Children manipulate. Every parent knows this as an almost universal law of child behavior. It is the person who has never been a parent who sometimes buys into some idealistic mantra like "A Child Would Not Lie," a belief that was very common in the 1970's when many of our child abuse laws were written. But, how can you tell when a child is being straight forward, or when the child is being manipulative?
Educational Consultant Marla Simon found a great article that gives six major patterns of manipulation a child (especially teens) will use to get their way. Written by Lisa Zarnoksky and titled 6 WAYS YOUR TEEN IS PLAYING YOU, I would hope that all parents of teens would study it. Perhaps it would be even more enlightening to adults who haven't had the parenting experience and are confused by all the conflicting claims of how to understand what children are doing, and accusations that the parent is the problem, or the child needs fixing etc. This brings up the question as to why children might manipulate. Simply to say that they manipulate to get their way doesn't really answer the question.
I think it comes down to a matter of control in order to gain security. They manipulate for control and thus hope they will then be secure when they get their way. Every living thing, and especially humans, wants to be in control of their own life. Even children want their views and thoughts to at least matter. Much of the acting out teens do are an attempt to gain control over their lives, and manipulation is sometimes used when the child feels they have no control over their lives and are feeling very insecure. When, in their view, their views, needs and/or wants are ignored, or brushed aside as being "childish," is when a child escalates. Manipulation, temper tantrums, lying, and anger are all efforts at control to solve their own problems by an escalation to try regaining some control over their lives and that elusive goal of security.
Being inexperienced, these efforts are often counter-productive and the child often winds up being their own worst enemy. It is the adults' responsibility to understand what is happening in the child's head and work to help the child gain some control or some say in their lives that the child felt was lacking. They need to teach the child healthy ways to obtain some control so they no longer have a feeling of powerlessness.
The child needs to be taught how to gain control in positive ways in appropriate matters, and also taught that in other ways they shouldn't be in charge. The goal is a process of learning how to be an adult, and part of that knows when they should be in charge, and when they need to allow others to be in charge.
As the old saying goes, sometimes you drive the bus, and sometimes you just ride in the bus, and a mature adult will know which is appropriate. Response by:
Dodge Johnson IECA, NACAC, CEP
Educational Consultant
Pennsylvania dodge.johnson@comcast.net
[The following was in response to this essay. I think the writer added good insight to the topic of control so I am including it here with his permission. -Lon]
Of course teens play their parents, and methods Ms. Zamosky describes are as good as any in classifying a pretty imaginative range of tools. And there's no question that kids will fight for autonomy, even in things they aren't ready to handle. Sometimes, though they protest, they are even grateful when limits are set if for no other reason than that they don't want to deal with peer pressure.
What bothers me is the assumption in her piece that the parents are right and the kids are wrong. And I don't think that's always true, particularly in this age of helicopter parents, which I see all the time in my college practice. Too many parents speak of "our" college list and "our" essays rather than letting their kids develop their own with parents' help and advice.
There was a piece in the Times Education section this week about how colleges are inventing ways to separate parents from their freshmen and how some parents are hanging around town just in case their kids need them. The real problem is that parents can't let go. And too often that reflects the history of how they were raised.
My point is that too many parents are also manipulating their kids - for reasons that inhere in the parents and not necessarily for the benefit of their child. Consequently, some aren't ready to deal effectively with adult decisions because they've had little practice in making age-appropriate choices and dealing with consequences.
Of course parents need to know what to do when their kids 'play' them. But they also need to let their kids take real responsibility in things that won't do permanent harm - so that their sons and daughters can learn the skills of self-actualization and adulthood before they go off to college.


Task brief -> Pull out every line below that holds the word "dividend".

Figure content listings ->
——————————

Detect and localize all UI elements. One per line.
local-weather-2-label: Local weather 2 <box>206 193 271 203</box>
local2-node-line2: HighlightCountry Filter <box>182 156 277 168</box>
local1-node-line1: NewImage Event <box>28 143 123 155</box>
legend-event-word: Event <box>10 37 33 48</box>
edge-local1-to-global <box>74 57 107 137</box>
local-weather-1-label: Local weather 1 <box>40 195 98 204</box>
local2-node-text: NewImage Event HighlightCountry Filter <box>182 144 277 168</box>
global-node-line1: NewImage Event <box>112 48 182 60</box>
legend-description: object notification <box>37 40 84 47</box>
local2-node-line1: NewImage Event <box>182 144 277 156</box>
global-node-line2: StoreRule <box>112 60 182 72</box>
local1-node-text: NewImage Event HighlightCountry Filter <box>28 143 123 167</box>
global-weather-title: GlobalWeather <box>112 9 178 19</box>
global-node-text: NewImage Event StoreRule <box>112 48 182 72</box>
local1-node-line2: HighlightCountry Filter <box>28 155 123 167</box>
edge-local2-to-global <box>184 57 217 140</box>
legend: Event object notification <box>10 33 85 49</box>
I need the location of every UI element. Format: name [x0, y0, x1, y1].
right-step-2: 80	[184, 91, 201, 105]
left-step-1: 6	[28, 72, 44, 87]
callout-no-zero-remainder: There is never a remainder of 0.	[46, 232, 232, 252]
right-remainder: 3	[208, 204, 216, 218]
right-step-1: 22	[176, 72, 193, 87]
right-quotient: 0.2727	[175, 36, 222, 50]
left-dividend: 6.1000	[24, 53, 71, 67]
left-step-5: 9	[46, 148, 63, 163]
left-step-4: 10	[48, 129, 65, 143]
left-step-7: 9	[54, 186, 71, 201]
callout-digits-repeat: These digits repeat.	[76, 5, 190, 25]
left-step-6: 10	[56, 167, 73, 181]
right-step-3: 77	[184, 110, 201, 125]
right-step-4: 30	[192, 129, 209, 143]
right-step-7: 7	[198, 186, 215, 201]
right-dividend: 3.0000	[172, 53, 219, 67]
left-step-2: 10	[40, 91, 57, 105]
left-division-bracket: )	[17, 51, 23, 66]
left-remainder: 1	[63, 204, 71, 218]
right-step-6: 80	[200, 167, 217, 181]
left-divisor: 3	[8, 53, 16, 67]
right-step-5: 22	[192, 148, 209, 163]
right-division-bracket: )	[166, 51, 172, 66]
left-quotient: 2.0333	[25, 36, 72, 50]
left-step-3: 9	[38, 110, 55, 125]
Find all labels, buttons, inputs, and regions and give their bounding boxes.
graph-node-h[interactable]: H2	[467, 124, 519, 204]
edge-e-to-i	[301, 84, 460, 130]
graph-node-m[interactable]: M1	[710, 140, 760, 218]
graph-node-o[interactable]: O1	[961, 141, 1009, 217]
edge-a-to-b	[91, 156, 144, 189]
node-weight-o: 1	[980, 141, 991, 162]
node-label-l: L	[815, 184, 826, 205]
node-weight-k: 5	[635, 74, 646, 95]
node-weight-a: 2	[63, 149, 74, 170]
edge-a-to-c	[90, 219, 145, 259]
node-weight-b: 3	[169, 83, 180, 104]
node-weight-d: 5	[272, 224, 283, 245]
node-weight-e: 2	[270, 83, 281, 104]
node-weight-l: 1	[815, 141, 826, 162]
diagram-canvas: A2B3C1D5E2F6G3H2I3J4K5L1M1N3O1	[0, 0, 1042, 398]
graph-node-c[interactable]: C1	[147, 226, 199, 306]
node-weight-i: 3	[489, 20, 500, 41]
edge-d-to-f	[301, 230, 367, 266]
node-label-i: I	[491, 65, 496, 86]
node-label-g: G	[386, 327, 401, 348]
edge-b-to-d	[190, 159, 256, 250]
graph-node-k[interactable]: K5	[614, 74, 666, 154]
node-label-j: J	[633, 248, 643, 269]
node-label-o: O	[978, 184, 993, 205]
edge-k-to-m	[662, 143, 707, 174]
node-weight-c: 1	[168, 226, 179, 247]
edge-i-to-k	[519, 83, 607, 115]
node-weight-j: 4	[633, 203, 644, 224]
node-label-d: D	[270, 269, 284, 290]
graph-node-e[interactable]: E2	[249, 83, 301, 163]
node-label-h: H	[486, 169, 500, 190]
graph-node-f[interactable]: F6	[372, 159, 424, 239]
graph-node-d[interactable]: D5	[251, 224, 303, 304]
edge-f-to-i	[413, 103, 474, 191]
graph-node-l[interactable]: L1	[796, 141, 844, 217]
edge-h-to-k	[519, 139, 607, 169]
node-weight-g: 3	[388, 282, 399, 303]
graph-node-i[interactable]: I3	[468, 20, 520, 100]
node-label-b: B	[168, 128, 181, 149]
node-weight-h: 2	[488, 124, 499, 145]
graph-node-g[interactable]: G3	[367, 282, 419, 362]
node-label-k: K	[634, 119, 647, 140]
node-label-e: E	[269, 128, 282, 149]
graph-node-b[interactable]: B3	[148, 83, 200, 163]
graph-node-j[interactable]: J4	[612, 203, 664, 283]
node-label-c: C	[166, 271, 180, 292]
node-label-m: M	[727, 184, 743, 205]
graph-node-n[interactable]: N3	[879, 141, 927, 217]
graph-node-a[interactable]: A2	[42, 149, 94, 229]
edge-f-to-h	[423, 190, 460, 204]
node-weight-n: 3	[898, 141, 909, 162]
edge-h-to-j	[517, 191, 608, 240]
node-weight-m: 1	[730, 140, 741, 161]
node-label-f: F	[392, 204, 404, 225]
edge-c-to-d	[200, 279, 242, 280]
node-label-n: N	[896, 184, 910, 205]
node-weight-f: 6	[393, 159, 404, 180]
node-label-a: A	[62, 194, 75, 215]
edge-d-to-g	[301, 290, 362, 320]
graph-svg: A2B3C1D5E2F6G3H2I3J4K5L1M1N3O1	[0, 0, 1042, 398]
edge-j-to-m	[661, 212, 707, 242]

——————————

Solution ->
left-dividend: 6.1000	[24, 53, 71, 67]
right-dividend: 3.0000	[172, 53, 219, 67]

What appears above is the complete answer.